Lake Martin
Early Alexander City or Youngville

In March of 1832, the Creek Nation ceded to the United States government their last remaining lands in Alabama, some 5 million acres situated between the Chattahoochee and Tallapoosa Rivers. The Alabama Legislature, meeting in Tuscaloosa in December 1832, created the first cession nine counties including Tallapoosa. About 15,000 Indians attached to the Hilibi, Oaktassi, Fish Pond, and Okfuskee lived west of the Tallapoosa river in the new county.

Less than a dozen whites live there. Following the cession, settlers swarmed across the Chattahoochee River from Georgia and from the adjacent Alabama counties. Under the terms of the treaty, settlers were to be excluded from the cession until the lands were surveyed, Indian reserves located, and the land made ready for sale. These orderly procedures were ignored. The first whites on the scene were squatters illegally settling down on the public domain. United States Marshal, Robert Crawford, trying desperately and successfully in Chambers County to keep squatters off private property reserved to individual Indian families declared that"among the intruders were some of the most lawless and uncouth men I have ever seen." Following on the heels of the settlers came the agents of land companies located in Montgomery and Columbus to buy up Indian reserves and public land for re-sale to settlers.

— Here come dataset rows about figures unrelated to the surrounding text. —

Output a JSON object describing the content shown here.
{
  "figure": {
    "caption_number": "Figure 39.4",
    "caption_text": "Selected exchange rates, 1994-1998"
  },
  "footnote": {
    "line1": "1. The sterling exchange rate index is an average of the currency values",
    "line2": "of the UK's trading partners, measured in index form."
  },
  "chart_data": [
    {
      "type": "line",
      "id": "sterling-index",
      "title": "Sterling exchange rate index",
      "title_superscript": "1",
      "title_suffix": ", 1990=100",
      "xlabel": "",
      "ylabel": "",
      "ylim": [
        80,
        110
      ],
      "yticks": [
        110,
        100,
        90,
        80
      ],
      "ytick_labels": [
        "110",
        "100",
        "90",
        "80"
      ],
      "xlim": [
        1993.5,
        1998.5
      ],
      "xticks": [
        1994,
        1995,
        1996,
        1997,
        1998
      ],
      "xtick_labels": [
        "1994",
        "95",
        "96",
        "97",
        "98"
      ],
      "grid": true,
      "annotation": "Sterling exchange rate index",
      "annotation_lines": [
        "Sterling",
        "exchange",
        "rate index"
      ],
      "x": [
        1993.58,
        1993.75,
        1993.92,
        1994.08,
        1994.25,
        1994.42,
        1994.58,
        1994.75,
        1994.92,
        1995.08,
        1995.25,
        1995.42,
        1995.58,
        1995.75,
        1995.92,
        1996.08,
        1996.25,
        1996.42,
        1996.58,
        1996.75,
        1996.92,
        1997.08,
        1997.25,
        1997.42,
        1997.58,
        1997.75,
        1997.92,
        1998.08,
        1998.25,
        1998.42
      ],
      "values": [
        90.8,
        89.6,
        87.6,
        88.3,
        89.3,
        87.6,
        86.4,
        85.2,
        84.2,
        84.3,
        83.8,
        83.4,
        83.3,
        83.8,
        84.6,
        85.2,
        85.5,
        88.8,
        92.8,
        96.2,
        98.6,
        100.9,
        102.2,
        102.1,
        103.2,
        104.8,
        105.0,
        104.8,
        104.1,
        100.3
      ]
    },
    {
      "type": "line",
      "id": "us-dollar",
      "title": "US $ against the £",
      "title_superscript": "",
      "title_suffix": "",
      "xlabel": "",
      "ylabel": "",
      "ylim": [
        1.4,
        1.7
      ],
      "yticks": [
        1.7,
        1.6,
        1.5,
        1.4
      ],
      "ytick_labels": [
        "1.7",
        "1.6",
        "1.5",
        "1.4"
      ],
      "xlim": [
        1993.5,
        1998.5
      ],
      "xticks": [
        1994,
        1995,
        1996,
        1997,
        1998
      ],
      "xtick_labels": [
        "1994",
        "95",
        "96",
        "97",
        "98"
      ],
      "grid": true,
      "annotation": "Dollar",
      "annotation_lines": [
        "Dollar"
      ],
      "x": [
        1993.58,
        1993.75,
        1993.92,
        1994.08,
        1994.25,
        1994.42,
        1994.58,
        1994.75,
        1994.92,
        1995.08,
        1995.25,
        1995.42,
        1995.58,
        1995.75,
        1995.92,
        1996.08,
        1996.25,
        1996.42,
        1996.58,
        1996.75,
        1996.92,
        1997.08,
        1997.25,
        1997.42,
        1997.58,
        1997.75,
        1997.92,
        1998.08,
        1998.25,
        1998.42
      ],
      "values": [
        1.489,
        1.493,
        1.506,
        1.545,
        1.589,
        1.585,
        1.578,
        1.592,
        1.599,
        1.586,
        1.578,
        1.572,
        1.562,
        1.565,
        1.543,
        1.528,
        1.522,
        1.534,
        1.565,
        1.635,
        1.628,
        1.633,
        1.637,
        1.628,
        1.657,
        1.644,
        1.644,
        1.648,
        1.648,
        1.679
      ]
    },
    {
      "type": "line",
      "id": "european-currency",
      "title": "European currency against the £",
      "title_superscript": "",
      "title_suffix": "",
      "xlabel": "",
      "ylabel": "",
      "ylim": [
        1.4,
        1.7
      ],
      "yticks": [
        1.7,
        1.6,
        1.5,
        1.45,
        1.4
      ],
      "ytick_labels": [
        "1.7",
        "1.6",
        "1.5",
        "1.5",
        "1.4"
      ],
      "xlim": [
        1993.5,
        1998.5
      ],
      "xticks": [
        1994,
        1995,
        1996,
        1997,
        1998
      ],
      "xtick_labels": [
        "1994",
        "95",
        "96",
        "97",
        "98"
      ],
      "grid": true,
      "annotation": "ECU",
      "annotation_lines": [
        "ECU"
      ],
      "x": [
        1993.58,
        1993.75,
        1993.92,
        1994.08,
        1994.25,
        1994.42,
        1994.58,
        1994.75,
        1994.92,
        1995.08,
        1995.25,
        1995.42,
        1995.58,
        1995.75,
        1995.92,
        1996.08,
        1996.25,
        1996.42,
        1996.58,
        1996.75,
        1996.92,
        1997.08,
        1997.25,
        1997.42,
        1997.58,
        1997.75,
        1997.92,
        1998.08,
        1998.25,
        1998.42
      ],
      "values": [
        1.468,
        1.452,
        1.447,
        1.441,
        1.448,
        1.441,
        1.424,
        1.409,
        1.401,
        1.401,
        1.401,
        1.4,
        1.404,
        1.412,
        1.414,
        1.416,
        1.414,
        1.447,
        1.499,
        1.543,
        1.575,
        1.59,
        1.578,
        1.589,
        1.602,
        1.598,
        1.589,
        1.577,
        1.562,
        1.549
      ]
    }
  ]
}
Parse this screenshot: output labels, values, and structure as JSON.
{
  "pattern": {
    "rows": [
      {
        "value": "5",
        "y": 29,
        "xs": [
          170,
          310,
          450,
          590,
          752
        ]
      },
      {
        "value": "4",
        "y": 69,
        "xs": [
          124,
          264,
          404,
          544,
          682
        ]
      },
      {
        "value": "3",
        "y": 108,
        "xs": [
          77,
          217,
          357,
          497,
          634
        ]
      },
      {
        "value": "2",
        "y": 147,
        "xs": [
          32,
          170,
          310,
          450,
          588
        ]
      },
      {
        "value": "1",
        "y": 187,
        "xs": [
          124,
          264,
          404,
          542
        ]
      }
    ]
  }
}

Three hundred and twenty acres was reserved for each Indian household. It was generally understood that the Indian family would sell their property to white settlers and then they were the rest of the tribe to land set-aside for them in the present state of Oklahoma. Just over 2 million acres was reserved Indian families, remaining 3 million acres was added to the public domain. Most of the land within the the future Youngfield, including prehistoric center of Alexander City, was in the public domain. To the north of Youngville Oaktasasi, Town, Hillabee Creeks, most of the land was reserved to an Indian family. Much of the best bottomland Oaktasasi and other nearby Creeks was assigned to the wealthy mixed--blood Graysons, descendants of Robert Grierson, a white trader in the Hillabee town. The Graysons sold their property and moved with the tribe to Oklahoma.